[5] As in the other branches of worldwide Reform, these convictions laid little emphasis on practical observance and regarded the mechanisms of Jewish law as basically non-binding.
Bareheaded men and women sat together, and ritual or practical observance were explicitly ignored; nonexistent levels of adherence to traditional forms were the norm in the Orthodox United Synagogue as well, but not publicly.
The Election of Israel was reinterpreted in universalist terms, toning down the separateness of Jews and stressing their mission to spread the word of God among the nations.
Prayers for the Messiah to restore the sacrificial cult in Jerusalem, mentions of bodily resurrection and angels, and overt Jewish particularism were removed or at least greatly reformed.
The highly sterile character of Liberal services and communal life was replaced in the postwar years, especially since the 1970s, as part of a renewed turn to tradition in the WUPJ.
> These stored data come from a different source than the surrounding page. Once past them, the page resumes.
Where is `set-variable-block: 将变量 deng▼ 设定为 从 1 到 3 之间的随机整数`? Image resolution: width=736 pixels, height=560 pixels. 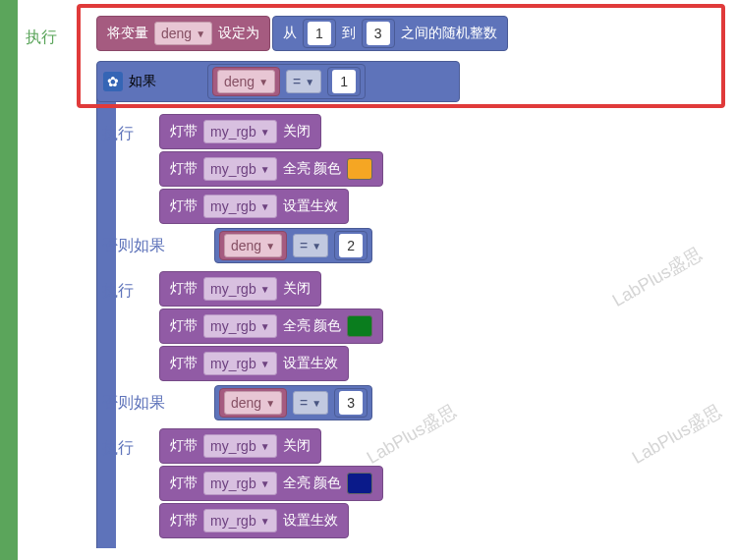
set-variable-block: 将变量 deng▼ 设定为 从 1 到 3 之间的随机整数 is located at coordinates (303, 33).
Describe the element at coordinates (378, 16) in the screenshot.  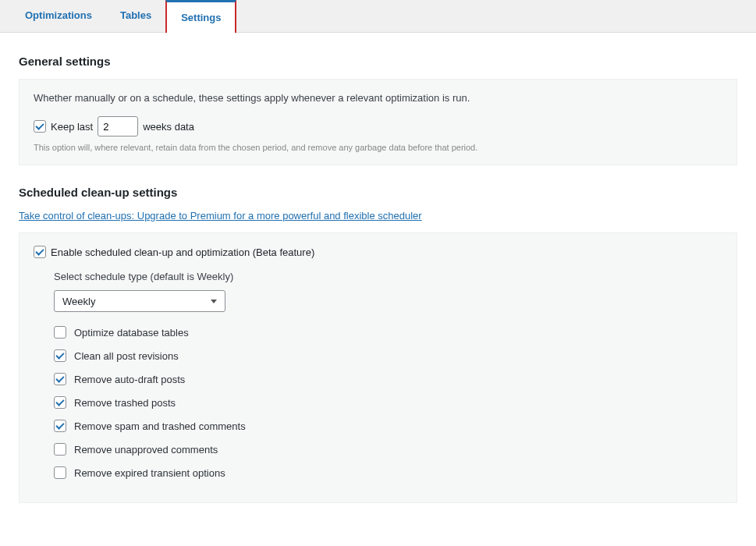
I see `tab-bar: Optimizations Tables Settings` at that location.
The denomination was particularly noted for its incorporation of highly progressive values and great proclivity to change, while the Movement for Reform Judaism appealed to a more conservative audience and had to be more moderate.
In addition, Mumbai's Rodef Shalom Congregation (now affiliated with the WUPJ) was founded as a member of the Jewish Religious Union, Liberal Judaism's antecedent.
In 2015, there were 37 fully affiliated Liberal Judaism congregations; these were all based throughout England with the exceptions of a Scottish one in Edinburgh, an Irish one in Dublin, and a Dutch one in Amsterdam.
His grasp of revelation also granted little importance to the divine origin of sacred texts, and Montefiore fully accepted higher criticism as to him, the human authors were influenced by God anyhow.
Communal politics and the need to accommodate conservative elements turned what was known as "Liberal Judaism" in the country into an intricate system of local arrangements, very moderate in nature.
West London and the two other nonconformist synagogues that withdrew from the authority of Chief Rabbi Hermann Adler, which would much later be the basis for the Movement for Reform Judaism, were scarcely motivated by deep conviction.
Religious life among English Jews was quite conservative, characterised by adherence to largely traditional forms on the official level, and general apathy among the masses.
The rise of Unitarianism, offering a universal message to acculturated upper classes of Anglo-Jewry, was accompanied by a wave of conversions, at a time when the Suffragette movement drew attention to the marginal role of women in synagogues.
On 4 February 1911, they became institutionalised upon the opening of the Liberal Jewish Synagogue at London, in which Hebrew Union College graduate Rabbi Israel Mattuck officiated.
It benefited to no significant extent from the great immigration of German Jewish refugees, who found it too radical and flocked to establish nonconformist synagogues of their own, eventually creating the Movement for Reform Judaism.